Groups Provide HEFAT Training for Freelance Reporters

The Overseas Press Club Foundation is among a number of organizations that have stepped up to help implement a core element of the Global Principles and Practices task force: hazardous environment training for freelance journalists. With close to 80 signatories now supporting the list of principles that require such training, the task force recognized the need to make the sometimes prohibitively expensive training accessible to those who need it most. At its meeting in early October at the Dart Center of the Columbia University Graduate School of Journalism, Reuters investigative reporter David Rohde, a co-chair of the task force, announced that Thomson Reuters would cover the costs of 14 freelance journalists to attend a five-day Hostile Environment and Emergency First Aid (HEFAT) training course run by Hawthorne Proactive from Nov. 22 to 27 in Belfast, Northern Ireland.

While Thomson Reuters was covering the bulk of the costs, applicants were responsible for their own travel to and from Belfast. More than 200 freelancers applied for the training course. The Pulitzer Center on Crisis Reporting, a Washington, D.C. based non-profit group that provides reporting grants to freelancers, selected the winners. Half requested financial assistance to cover their travel to Belfast. The OPC Foundation, the Pulitzer Center, the James W. Foley Legacy Foundation and 2LIVES: Steven Joel Sotloff Memorial Foundation provided the funds.

The 14 freelance journalists represent a wide variety of experience and backgrounds. Those requesting travel assistance are from Bulgaria, Belarus, Pakistan, Gaza Strip, Nairobi, Iraq, and a Polish-American based in Turkey. The remainder are from the United States, Germany, Spain, Ireland, Denmark and the UK. They are print and radio reporters, photojournalists and filmmakers who work for local and international media organizations. Because many have already worked in conflict zones, they know of the critical need for journalists to have basic survivor skills. One wrote how his professional background had given him critical hands-on experience in different facets of war photojournalism starting with covering hot spot news (airstrikes and violent demonstrations) and ending with the ongoing invasions/wars, but the only safety training he had received was theoretical lectures in college.

An Iraqi journalist requested the training so he can “obtain the skills necessary to make doing my job safer. In the course of my work there is a threat of kidnapping and death. There are many gangs, militias and armed insurgents who target reporters and journalists who work for foreign media institutions, especially American and British ones.” Another wrote, “My recent reporting from Cizre and Diyarbakir, the nodes of the PKK’s urban insurgency, and from Adiyaman, a petri dish for ISIS suicide bombers, has convinced me I cannot afford to postpone a HEFAT course any longer.”

Finally, a photojournalist wrote how he wanted the training not just for the insurance but because he knows it save lives. Wanting to be better prepared, he added, “The Hostile Environment training will give me knowledge which I need to be ready as a professional for assignments in hostile environment places like Eastern Ukraine.”

Typically HEFAT training lasts four to five days and can cost up to $3,000 per person. The Global Principles and Practices task force will continue to work with major media organizations and non-profits, like the UK-based Rory Peck Trust and International Media Support in Denmark, to make such training available for freelance reporters, especially those working in dangerous conditions and conflict zones.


**PROBLEM TO WORK ON:** Write the data out again exactly, with every picture removed.

═══ DATA TO PROCESS

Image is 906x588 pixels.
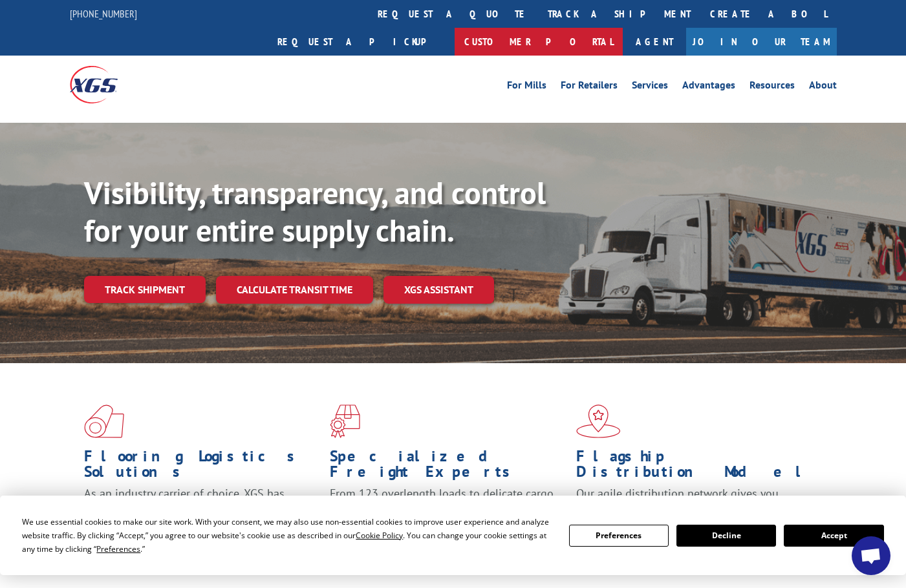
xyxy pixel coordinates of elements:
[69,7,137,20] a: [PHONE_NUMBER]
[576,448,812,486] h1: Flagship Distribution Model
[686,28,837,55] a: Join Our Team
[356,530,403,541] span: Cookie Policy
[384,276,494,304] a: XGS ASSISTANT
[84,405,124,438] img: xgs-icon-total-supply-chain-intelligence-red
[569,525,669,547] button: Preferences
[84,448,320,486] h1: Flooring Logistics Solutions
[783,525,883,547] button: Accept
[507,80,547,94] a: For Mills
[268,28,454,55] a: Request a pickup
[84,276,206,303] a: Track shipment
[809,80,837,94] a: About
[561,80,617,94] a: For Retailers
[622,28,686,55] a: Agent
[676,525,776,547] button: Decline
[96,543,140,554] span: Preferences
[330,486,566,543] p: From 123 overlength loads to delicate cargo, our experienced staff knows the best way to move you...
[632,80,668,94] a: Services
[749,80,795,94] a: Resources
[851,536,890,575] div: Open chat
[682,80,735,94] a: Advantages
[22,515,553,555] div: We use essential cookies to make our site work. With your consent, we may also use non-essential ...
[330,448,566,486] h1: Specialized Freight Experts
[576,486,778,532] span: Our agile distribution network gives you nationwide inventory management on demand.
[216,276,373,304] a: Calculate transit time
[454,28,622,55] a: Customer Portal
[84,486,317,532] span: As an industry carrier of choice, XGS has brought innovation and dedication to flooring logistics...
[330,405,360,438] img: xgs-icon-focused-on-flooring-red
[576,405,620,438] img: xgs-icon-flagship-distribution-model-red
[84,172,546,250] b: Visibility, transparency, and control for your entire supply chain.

══════

**SOLVED EXERCISE:**
Image is 906x588 pixels.
xyxy pixel coordinates of elements:
[69,7,137,20] a: [PHONE_NUMBER]
[576,448,812,486] h1: Flagship Distribution Model
[686,28,837,55] a: Join Our Team
[356,530,403,541] span: Cookie Policy
[384,276,494,304] a: XGS ASSISTANT
[84,405,124,438] img: xgs-icon-total-supply-chain-intelligence-red
[569,525,669,547] button: Preferences
[84,448,320,486] h1: Flooring Logistics Solutions
[783,525,883,547] button: Accept
[507,80,547,94] a: For Mills
[268,28,454,55] a: Request a pickup
[84,276,206,303] a: Track shipment
[809,80,837,94] a: About
[561,80,617,94] a: For Retailers
[622,28,686,55] a: Agent
[676,525,776,547] button: Decline
[96,543,140,554] span: Preferences
[330,486,566,543] p: From 123 overlength loads to delicate cargo, our experienced staff knows the best way to move you...
[632,80,668,94] a: Services
[749,80,795,94] a: Resources
[851,536,890,575] div: Open chat
[682,80,735,94] a: Advantages
[22,515,553,555] div: We use essential cookies to make our site work. With your consent, we may also use non-essential ...
[330,448,566,486] h1: Specialized Freight Experts
[576,486,778,532] span: Our agile distribution network gives you nationwide inventory management on demand.
[216,276,373,304] a: Calculate transit time
[454,28,622,55] a: Customer Portal
[84,486,317,532] span: As an industry carrier of choice, XGS has brought innovation and dedication to flooring logistics...
[330,405,360,438] img: xgs-icon-focused-on-flooring-red
[576,405,620,438] img: xgs-icon-flagship-distribution-model-red
[84,172,546,250] b: Visibility, transparency, and control for your entire supply chain.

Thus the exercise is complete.